Tick delimited time scales are not usually appropriate for calculating covariances. It is better to index the ticks by some time interval, accumulating or averaging the tick delimited information into time-delimited bins. Then do the covariance. Youâre also not tied to fixed-time length bins. Use whatever temporal stepping you choose. Skip bars. Use volume weighted bar length. I like a tick-time hybrid stepping. The point is that ticks allow you to look at any stepping, and you can natively analyze per-tick fundamentals which would get lost with typical time delimited data. It's an easy problem to solve. Take your tick data, calculate the time indicies of your choice, index each tick into a second array, accumulating or averaging if you allow multiple ticks per index. Now process with the second array instead. This is a very fast and simple process. Aggregation and caching is completely independent of tick data. Use the techniques for bar data if you want. These are merely efficiency enhancements, not a crutch for processing tick data because tick data is somehow so difficult to analyze. Yes, it is very important to accurately simulate executions. Too many system traders constrain themselves to bar data out of fear of complexity, when they really could use inter-bar execution simulation, not to mention tick-based analysis which has unlimited possibilities.
marist89>...I can get 850K records out of my database of 500M records in less then a second. Of course, I run Oracle. That sounds rather good. May I ask: 1) Is your timing of this query fresh after the database is started? Or, is it after some of these 850K rows have had time to be accessed by other queries such that many still are still cached in the disk buffer? You're not running this query multiple times and then reporting the later/faster result? 2) You're not by chance pinning anything in memory in the KEEP POOL? 3) What's the datatype of the column(s) in the WHERE clause? 4) Are you using a hash or bitmap index for the column(s) referenced in the WHERE clause? 5) Do you have a composite index exactly matching the conditions referenced in your WHERE clause, or do you have individual indexes on each separate column referenced in the WHERE clause? 6) Are you using table partitioning? If so, do(es) the condition(s) in your WHERE clause relate to the column(s) used to specify partition boundaries? 7) Is it safe to assume that you are not using an ORDER BY clause? If so, how do you ensure rows come out in the same order on every query? Just because they are inserted in a particular order is no guarantee they will come out in the same order. 8) Do you avoid UPDATES, or else INSERTS after DELETES on this table, which can lead to automatic free space management in the form of coalescing or row migration? (which can change the order of rows)
Do you even realize what you are saying? Computational efficiency does matter when you are talking about 1 to 4 orders of magnitude improvements. Who wouldn't like to have the equivalent of 10 to 10,000 times as much computing power? In the end what matters most is how fast systems are designed and deployed to make money at acceptable risk, before the market evolves and makes the systems obsolete. We use computational tools to find profitable system designs because it is faster than doing the math by hand. Why limit yourself out of convenience? The faster you search, the faster you find. I would never rank simplicity higher than testing performance. Good design is very important, but needs to be defined. Maintainability is questionable. Often the most efficient designs are only good for one purpose, or have ugly, hard to maintain code. So there are always trade offs. All things being equal, if you rank efficiency too low you may severely reduce your chances of success in a reasonable period of time.
Sorry for the confusion. I realized my mistake but missed the 60 minute post-editing window. I was only criticizing the lack of main memory issue and the advice to stuff all data into memory. I agree with the part about using flat files. Sorry!
I preselect 20-30K ticks, that fits nicely into 256K L2 cache. All integer arithmetics (no floats), hand optimized.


- [DIRECTIONS FOR THIS TASK]:
Each entry below is to be transcribed exactly; pictures are not copied.

- [Stored entries]:

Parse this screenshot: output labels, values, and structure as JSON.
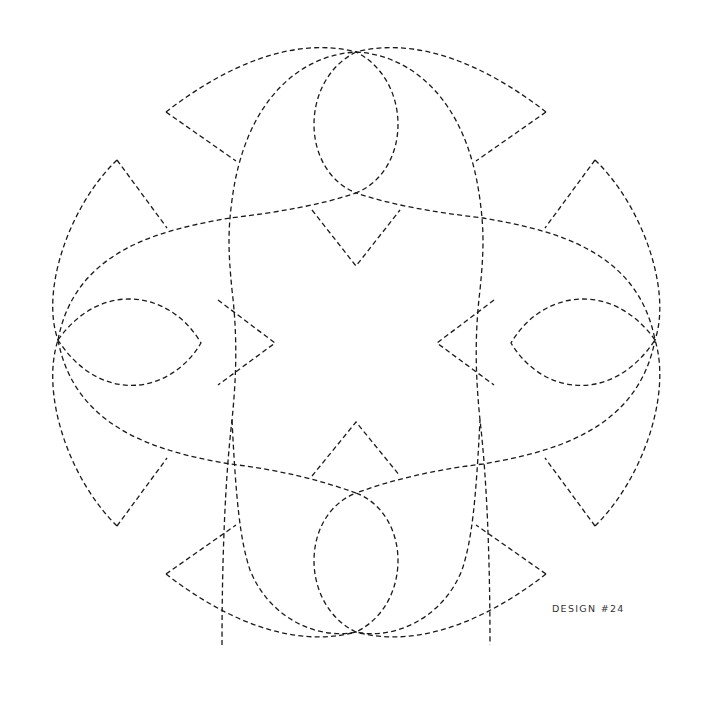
{
  "design": {
    "label": "DESIGN #24",
    "stroke_color": "#1a1a1a",
    "background": "#ffffff",
    "line_style": "dashed"
  }
}
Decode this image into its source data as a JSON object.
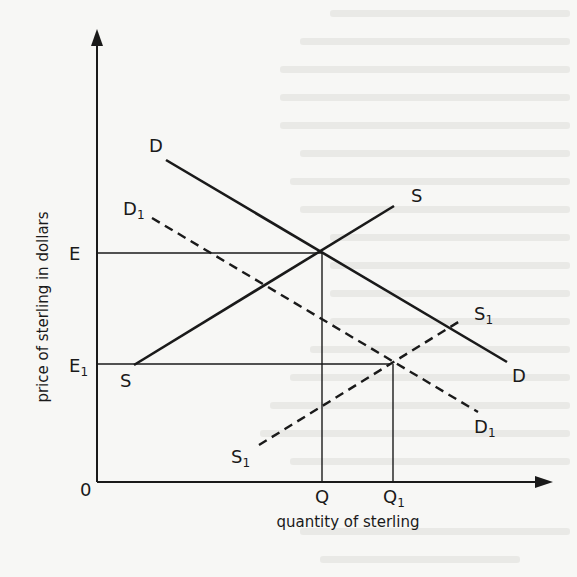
{
  "figure": {
    "type": "supply-demand diagram",
    "axes": {
      "x_label": "quantity of sterling",
      "y_label": "price of sterling in dollars",
      "origin_label": "0"
    },
    "price_levels": [
      {
        "id": "E",
        "label": "E",
        "sub": ""
      },
      {
        "id": "E1",
        "label": "E",
        "sub": "1"
      }
    ],
    "quantity_levels": [
      {
        "id": "Q",
        "label": "Q",
        "sub": ""
      },
      {
        "id": "Q1",
        "label": "Q",
        "sub": "1"
      }
    ],
    "curves": [
      {
        "id": "D",
        "label": "D",
        "sub": "",
        "style": "solid",
        "kind": "demand"
      },
      {
        "id": "D1",
        "label": "D",
        "sub": "1",
        "style": "dashed",
        "kind": "demand"
      },
      {
        "id": "S",
        "label": "S",
        "sub": "",
        "style": "solid",
        "kind": "supply"
      },
      {
        "id": "S1",
        "label": "S",
        "sub": "1",
        "style": "dashed",
        "kind": "supply"
      }
    ],
    "equilibria": [
      {
        "curves": [
          "D",
          "S"
        ],
        "price": "E",
        "quantity": "Q"
      },
      {
        "curves": [
          "D1",
          "S1"
        ],
        "price": "E1",
        "quantity": "Q1"
      }
    ],
    "colors": {
      "ink": "#1a1a1a",
      "paper": "#f7f7f5"
    }
  },
  "labels": {
    "origin": "0",
    "x_axis_title": "quantity of sterling",
    "y_axis_title": "price of sterling in dollars",
    "E": "E",
    "E1_main": "E",
    "E1_sub": "1",
    "Q": "Q",
    "Q1_main": "Q",
    "Q1_sub": "1",
    "D_top": "D",
    "D_bottom": "D",
    "D1_top_main": "D",
    "D1_top_sub": "1",
    "D1_bottom_main": "D",
    "D1_bottom_sub": "1",
    "S_top": "S",
    "S_bottom": "S",
    "S1_top_main": "S",
    "S1_top_sub": "1",
    "S1_bottom_main": "S",
    "S1_bottom_sub": "1"
  }
}
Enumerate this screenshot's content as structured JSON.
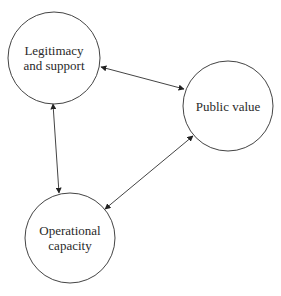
{
  "diagram": {
    "type": "cycle",
    "stroke_color": "#444444",
    "nodes": [
      {
        "id": "legitimacy",
        "label_lines": [
          "Legitimacy",
          "and support"
        ],
        "cx": 54,
        "cy": 58,
        "r": 46
      },
      {
        "id": "public_value",
        "label_lines": [
          "Public value"
        ],
        "cx": 228,
        "cy": 106,
        "r": 45
      },
      {
        "id": "operational",
        "label_lines": [
          "Operational",
          "capacity"
        ],
        "cx": 70,
        "cy": 238,
        "r": 45
      }
    ],
    "edges": [
      {
        "from": "legitimacy",
        "to": "public_value",
        "bidirectional": true,
        "x1": 101,
        "y1": 67,
        "x2": 184,
        "y2": 89
      },
      {
        "from": "legitimacy",
        "to": "operational",
        "bidirectional": true,
        "x1": 53,
        "y1": 104,
        "x2": 59,
        "y2": 193
      },
      {
        "from": "operational",
        "to": "public_value",
        "bidirectional": true,
        "x1": 105,
        "y1": 209,
        "x2": 193,
        "y2": 136
      }
    ]
  }
}
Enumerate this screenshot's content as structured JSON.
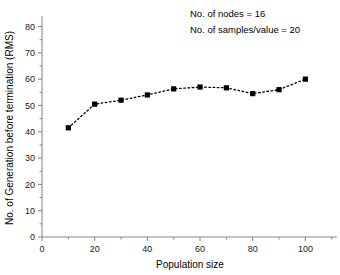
{
  "chart_data": {
    "type": "line",
    "title": "",
    "xlabel": "Population size",
    "ylabel": "No. of Generation before termination (RMS)",
    "x": [
      10,
      20,
      30,
      40,
      50,
      60,
      70,
      80,
      90,
      100
    ],
    "values": [
      41.5,
      50.5,
      52.0,
      54.0,
      56.3,
      57.0,
      56.7,
      54.5,
      56.0,
      60.0
    ],
    "series": [
      {
        "name": "Generations before termination",
        "values": [
          41.5,
          50.5,
          52.0,
          54.0,
          56.3,
          57.0,
          56.7,
          54.5,
          56.0,
          60.0
        ]
      }
    ],
    "xlim": [
      0,
      112
    ],
    "ylim": [
      0,
      84
    ],
    "xticks": [
      0,
      20,
      40,
      60,
      80,
      100
    ],
    "xtick_labels": [
      "0",
      "20",
      "40",
      "60",
      "80",
      "100"
    ],
    "xminor_ticks": [
      10,
      30,
      50,
      70,
      90,
      110
    ],
    "yticks": [
      0,
      10,
      20,
      30,
      40,
      50,
      60,
      70,
      80
    ],
    "ytick_labels": [
      "0",
      "10",
      "20",
      "30",
      "40",
      "50",
      "60",
      "70",
      "80"
    ],
    "yminor_ticks": [
      5,
      15,
      25,
      35,
      45,
      55,
      65,
      75
    ],
    "grid": false,
    "legend": "none",
    "marker": "square",
    "line_style": "dotted",
    "line_color": "#000000",
    "marker_color": "#000000",
    "axis_color": "#8a8a8a",
    "background_color": "#ffffff",
    "annotations": [
      {
        "text": "No. of nodes = 16",
        "x": 58,
        "y": 80
      },
      {
        "text": "No. of samples/value = 20",
        "x": 58,
        "y": 74
      }
    ]
  },
  "annotation_lines": {
    "line1": "No. of nodes = 16",
    "line2": "No. of samples/value = 20"
  }
}
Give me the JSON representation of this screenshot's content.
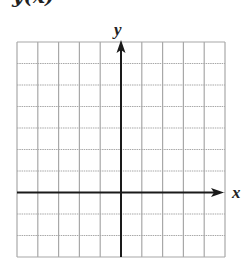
{
  "header": {
    "clipped_title": "y(x)"
  },
  "graph": {
    "x_axis_label": "x",
    "y_axis_label": "y",
    "grid": {
      "columns": 10,
      "rows": 10,
      "origin_column_index": 5,
      "origin_row_index": 7,
      "left": 17,
      "top": 42,
      "right": 225,
      "bottom": 257
    },
    "colors": {
      "grid_line": "#a8a8a8",
      "axis": "#1a1a1a",
      "background": "#ffffff"
    }
  }
}
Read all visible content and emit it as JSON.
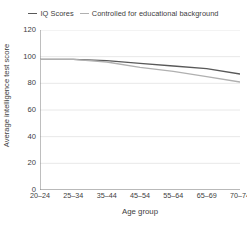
{
  "chart_data": {
    "type": "line",
    "title": "",
    "xlabel": "Age group",
    "ylabel": "Average intelligence test score",
    "categories": [
      "20–24",
      "25–34",
      "35–44",
      "45–54",
      "55–64",
      "65–69",
      "70–74"
    ],
    "series": [
      {
        "name": "IQ Scores",
        "color": "#595959",
        "values": [
          98,
          98,
          97,
          95,
          93,
          91,
          87
        ]
      },
      {
        "name": "Controlled for educational background",
        "color": "#b0b0b0",
        "values": [
          98,
          98,
          96,
          92,
          89,
          85,
          81
        ]
      }
    ],
    "ylim": [
      0,
      120
    ],
    "yticks": [
      0,
      20,
      40,
      60,
      80,
      100,
      120
    ],
    "ytick_labels": [
      "0",
      "20",
      "40",
      "60",
      "80",
      "100",
      "120"
    ],
    "grid": "horizontal",
    "grid_color": "#e8e8e8",
    "axis_color": "#7f7f7f",
    "legend_position": "top-center",
    "background": "#ffffff"
  },
  "legend": {
    "entries": [
      {
        "label": "IQ Scores"
      },
      {
        "label": "Controlled for educational background"
      }
    ]
  }
}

- [REPLY TO THE TASK]:
Parse this screenshot: output labels, values, and structure as JSON.
{
  "design": {
    "label": "DESIGN #24",
    "stroke_color": "#1a1a1a",
    "background": "#ffffff",
    "line_style": "dashed"
  }
}
Decode this image into its source data as a JSON object.
{
  "figure": {
    "type": "supply-demand diagram",
    "axes": {
      "x_label": "quantity of sterling",
      "y_label": "price of sterling in dollars",
      "origin_label": "0"
    },
    "price_levels": [
      {
        "id": "E",
        "label": "E",
        "sub": ""
      },
      {
        "id": "E1",
        "label": "E",
        "sub": "1"
      }
    ],
    "quantity_levels": [
      {
        "id": "Q",
        "label": "Q",
        "sub": ""
      },
      {
        "id": "Q1",
        "label": "Q",
        "sub": "1"
      }
    ],
    "curves": [
      {
        "id": "D",
        "label": "D",
        "sub": "",
        "style": "solid",
        "kind": "demand"
      },
      {
        "id": "D1",
        "label": "D",
        "sub": "1",
        "style": "dashed",
        "kind": "demand"
      },
      {
        "id": "S",
        "label": "S",
        "sub": "",
        "style": "solid",
        "kind": "supply"
      },
      {
        "id": "S1",
        "label": "S",
        "sub": "1",
        "style": "dashed",
        "kind": "supply"
      }
    ],
    "equilibria": [
      {
        "curves": [
          "D",
          "S"
        ],
        "price": "E",
        "quantity": "Q"
      },
      {
        "curves": [
          "D1",
          "S1"
        ],
        "price": "E1",
        "quantity": "Q1"
      }
    ],
    "colors": {
      "ink": "#1a1a1a",
      "paper": "#f7f7f5"
    }
  },
  "labels": {
    "origin": "0",
    "x_axis_title": "quantity of sterling",
    "y_axis_title": "price of sterling in dollars",
    "E": "E",
    "E1_main": "E",
    "E1_sub": "1",
    "Q": "Q",
    "Q1_main": "Q",
    "Q1_sub": "1",
    "D_top": "D",
    "D_bottom": "D",
    "D1_top_main": "D",
    "D1_top_sub": "1",
    "D1_bottom_main": "D",
    "D1_bottom_sub": "1",
    "S_top": "S",
    "S_bottom": "S",
    "S1_top_main": "S",
    "S1_top_sub": "1",
    "S1_bottom_main": "S",
    "S1_bottom_sub": "1"
  }
}
Enumerate this screenshot's content as structured JSON.
{
  "diagram": {
    "type": "cycle",
    "stroke_color": "#444444",
    "nodes": [
      {
        "id": "legitimacy",
        "label_lines": [
          "Legitimacy",
          "and support"
        ],
        "cx": 54,
        "cy": 58,
        "r": 46
      },
      {
        "id": "public_value",
        "label_lines": [
          "Public value"
        ],
        "cx": 228,
        "cy": 106,
        "r": 45
      },
      {
        "id": "operational",
        "label_lines": [
          "Operational",
          "capacity"
        ],
        "cx": 70,
        "cy": 238,
        "r": 45
      }
    ],
    "edges": [
      {
        "from": "legitimacy",
        "to": "public_value",
        "bidirectional": true,
        "x1": 101,
        "y1": 67,
        "x2": 184,
        "y2": 89
      },
      {
        "from": "legitimacy",
        "to": "operational",
        "bidirectional": true,
        "x1": 53,
        "y1": 104,
        "x2": 59,
        "y2": 193
      },
      {
        "from": "operational",
        "to": "public_value",
        "bidirectional": true,
        "x1": 105,
        "y1": 209,
        "x2": 193,
        "y2": 136
      }
    ]
  }
}
Enumerate this screenshot's content as structured JSON.
{
  "chart_data": {
    "type": "line",
    "title": "",
    "xlabel": "Population size",
    "ylabel": "No. of Generation before termination (RMS)",
    "x": [
      10,
      20,
      30,
      40,
      50,
      60,
      70,
      80,
      90,
      100
    ],
    "values": [
      41.5,
      50.5,
      52.0,
      54.0,
      56.3,
      57.0,
      56.7,
      54.5,
      56.0,
      60.0
    ],
    "series": [
      {
        "name": "Generations before termination",
        "values": [
          41.5,
          50.5,
          52.0,
          54.0,
          56.3,
          57.0,
          56.7,
          54.5,
          56.0,
          60.0
        ]
      }
    ],
    "xlim": [
      0,
      112
    ],
    "ylim": [
      0,
      84
    ],
    "xticks": [
      0,
      20,
      40,
      60,
      80,
      100
    ],
    "xtick_labels": [
      "0",
      "20",
      "40",
      "60",
      "80",
      "100"
    ],
    "xminor_ticks": [
      10,
      30,
      50,
      70,
      90,
      110
    ],
    "yticks": [
      0,
      10,
      20,
      30,
      40,
      50,
      60,
      70,
      80
    ],
    "ytick_labels": [
      "0",
      "10",
      "20",
      "30",
      "40",
      "50",
      "60",
      "70",
      "80"
    ],
    "yminor_ticks": [
      5,
      15,
      25,
      35,
      45,
      55,
      65,
      75
    ],
    "grid": false,
    "legend": "none",
    "marker": "square",
    "line_style": "dotted",
    "line_color": "#000000",
    "marker_color": "#000000",
    "axis_color": "#8a8a8a",
    "background_color": "#ffffff",
    "annotations": [
      {
        "text": "No. of nodes = 16",
        "x": 58,
        "y": 80
      },
      {
        "text": "No. of samples/value = 20",
        "x": 58,
        "y": 74
      }
    ]
  },
  "annotation_lines": {
    "line1": "No. of nodes = 16",
    "line2": "No. of samples/value = 20"
  }
}
Give me the JSON representation of this screenshot's content.
{
  "header": {
    "clipped_title": "y(x)"
  },
  "graph": {
    "x_axis_label": "x",
    "y_axis_label": "y",
    "grid": {
      "columns": 10,
      "rows": 10,
      "origin_column_index": 5,
      "origin_row_index": 7,
      "left": 17,
      "top": 42,
      "right": 225,
      "bottom": 257
    },
    "colors": {
      "grid_line": "#a8a8a8",
      "axis": "#1a1a1a",
      "background": "#ffffff"
    }
  }
}
Read all visible content and emit it as JSON.
{
  "chart_data": {
    "type": "line",
    "title": "",
    "xlabel": "Age group",
    "ylabel": "Average intelligence test score",
    "categories": [
      "20–24",
      "25–34",
      "35–44",
      "45–54",
      "55–64",
      "65–69",
      "70–74"
    ],
    "series": [
      {
        "name": "IQ Scores",
        "color": "#595959",
        "values": [
          98,
          98,
          97,
          95,
          93,
          91,
          87
        ]
      },
      {
        "name": "Controlled for educational background",
        "color": "#b0b0b0",
        "values": [
          98,
          98,
          96,
          92,
          89,
          85,
          81
        ]
      }
    ],
    "ylim": [
      0,
      120
    ],
    "yticks": [
      0,
      20,
      40,
      60,
      80,
      100,
      120
    ],
    "ytick_labels": [
      "0",
      "20",
      "40",
      "60",
      "80",
      "100",
      "120"
    ],
    "grid": "horizontal",
    "grid_color": "#e8e8e8",
    "axis_color": "#7f7f7f",
    "legend_position": "top-center",
    "background": "#ffffff"
  },
  "legend": {
    "entries": [
      {
        "label": "IQ Scores"
      },
      {
        "label": "Controlled for educational background"
      }
    ]
  }
}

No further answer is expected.